Hahnemann had discovered, as before mentioned, that certain remedies has a specific action upon certain organs and tissues, as Digitalis upon the heart.

And it was upon this basis that Virchow wrought out his localization theory. Hahnemann anticipated the germ theory when he discovered the essential germ cause of cholera. Koch even wrought in the self-same methods as Hahnemann. He tested the poisonous matter upon healthy organisms, then diluting the poison infinitesimally, he tested it upon diseased organisms, differing only in the method of administration, using injection aided by the mechanical improvement of his day.

The most recent discoveries of Koch regarding the blood of diphtheria and typhoid containing elements which are curative in each of the diseases referred to show that the gleaner is going on in the fields already harvested by our school. Hering had proved the worth of Tuberculinum when Koch was in pinafores. He also advocated the use of Hydrophobin sixty years before Pasteur rediscovered it, also Psorinum.

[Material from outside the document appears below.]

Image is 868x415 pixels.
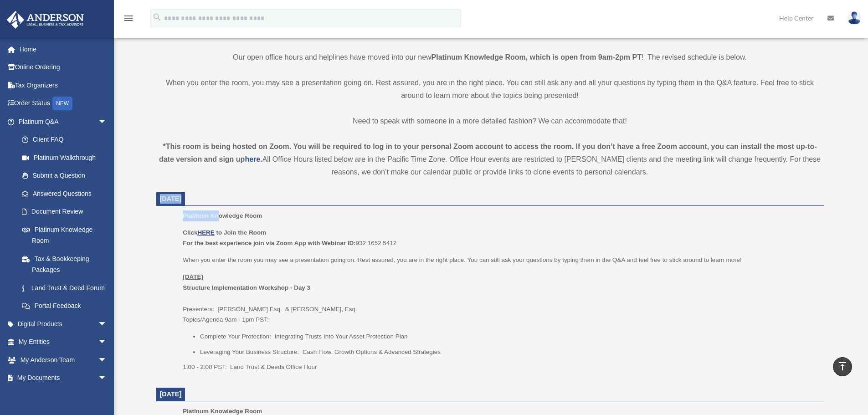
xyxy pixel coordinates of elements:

Homoeopaths have enriched medical science by proving drugs of commerce, which were before considered inert, to be capable of curing disease. They have antedated the use of the diseased products of the human body as curative agents. And another most wonderful development entirely due to Homoeopaths is the demonstration of the fact that various animal viruses will heal the sick. This was never dreamed of by the Allopathic School, and they have not yet stolen these remedies, to my knowledge.

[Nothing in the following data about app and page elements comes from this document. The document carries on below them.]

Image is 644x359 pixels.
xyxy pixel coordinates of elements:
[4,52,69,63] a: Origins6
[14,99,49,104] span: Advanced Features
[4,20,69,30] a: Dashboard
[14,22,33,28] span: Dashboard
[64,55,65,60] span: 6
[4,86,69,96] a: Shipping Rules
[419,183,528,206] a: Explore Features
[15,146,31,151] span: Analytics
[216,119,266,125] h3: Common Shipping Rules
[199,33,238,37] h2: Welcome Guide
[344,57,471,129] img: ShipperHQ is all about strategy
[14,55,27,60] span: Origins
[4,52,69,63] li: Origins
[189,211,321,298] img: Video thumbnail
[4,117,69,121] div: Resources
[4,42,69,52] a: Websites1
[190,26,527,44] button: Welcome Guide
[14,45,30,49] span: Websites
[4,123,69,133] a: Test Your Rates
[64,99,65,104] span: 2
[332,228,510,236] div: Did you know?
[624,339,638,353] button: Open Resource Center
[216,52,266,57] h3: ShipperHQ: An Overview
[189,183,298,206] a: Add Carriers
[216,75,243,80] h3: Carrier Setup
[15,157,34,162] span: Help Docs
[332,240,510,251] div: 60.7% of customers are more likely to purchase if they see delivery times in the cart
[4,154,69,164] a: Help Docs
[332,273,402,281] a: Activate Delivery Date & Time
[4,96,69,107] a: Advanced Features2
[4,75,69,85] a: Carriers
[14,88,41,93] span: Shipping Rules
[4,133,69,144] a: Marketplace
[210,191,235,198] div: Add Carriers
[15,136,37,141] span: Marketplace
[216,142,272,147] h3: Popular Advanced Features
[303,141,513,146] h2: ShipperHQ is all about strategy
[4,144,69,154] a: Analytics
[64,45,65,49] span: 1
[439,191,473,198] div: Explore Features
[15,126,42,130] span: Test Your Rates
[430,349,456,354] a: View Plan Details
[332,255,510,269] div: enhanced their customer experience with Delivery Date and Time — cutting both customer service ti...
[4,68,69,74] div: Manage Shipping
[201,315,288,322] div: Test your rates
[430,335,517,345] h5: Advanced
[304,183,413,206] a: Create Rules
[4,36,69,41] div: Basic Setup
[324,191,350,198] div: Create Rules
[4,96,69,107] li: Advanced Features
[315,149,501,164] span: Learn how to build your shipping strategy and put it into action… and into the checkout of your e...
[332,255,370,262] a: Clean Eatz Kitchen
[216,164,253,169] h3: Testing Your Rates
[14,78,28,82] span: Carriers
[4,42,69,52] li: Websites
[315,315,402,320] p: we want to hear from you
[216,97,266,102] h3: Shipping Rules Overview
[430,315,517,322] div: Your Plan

This enables the homoeopath to wield incalculable vantage over them in a treatment of all malignant diseases, as typhoid fever, diphtheria, erysipelas, etc. The animal viruses, as Apis, Crotalus, Lachesis, Naja, Tarentula, Theridion, Bufones, etc., have proven of untold relief to human misery, and are entirely due to the heroic provings of Homoeopathis. Constantine Hering enriched medical science by his labors along this line.

Hering, like of Hahnemann’s followers, was a very learned man. He was a wonderful naturalist. The collection which he made at Surinam is preserved with great care in the Academy of Natural Sciences in Philadelphia.

There are numbers of individual remedies which owe their use entirely to Homoeopaths, and are now used by Allopaths, no credit being given for their use, as Aconite, Pulsatilla, Rhus tox., Mercurius, Glonoine, Hepar sulphur, etc. Many of these remedies are recommended in their text-books-Ringer, Shoemaker and Phillips with long paragraphs of Homoeopathic indications so plain that you would suppose you were reading Hughes or Arndt.

These indications have been garbled from our literature with the most impudent kind of plagiarism, viz., Chamomilla is recommended by Ringer in summer diarrhoea of children, characterized by green, many-colored stools, Podophyllum in bilious morning diarrhoea. Dr. Aulde, of Philadelphia, recommends Rhus tox, in rheumatism in doses of one part to ten, but expresses diffidence in giving his carnation concerning a remedy so altogether new, notwithstanding it was carefully proven by Hahnemann, as every Homoeopath well knows.

They give Rhus tox. for rheumatism, Pulsatilla for dysmenorrhoea, and Aconite for fever, but do not differentiate between these remedies and adopt the one which fits the individual case. Therefore, while they acknowledge the propriety of proving drugs upon the healthy, use our remedies and our dose. (Their medicine cases are full of semi-potentized triturate tablets and pilules.) They are not making the progress they would seem to be making, because they are not using these remedies homoeopathically but empirically. These facts are too well known to this Convention for me to enlarge upon the subject.

In the face of the most unjust opposition and cruel persecution known in the annals of history, we have forced the dominant school to reform its methods and adopt a gentler and more humane system, and have won to our belief such a majority of the power and intelligence of the laity that should the earth open to-day and swallow up every Homoeopath, public opinion would protect the world from the barbarism of the past.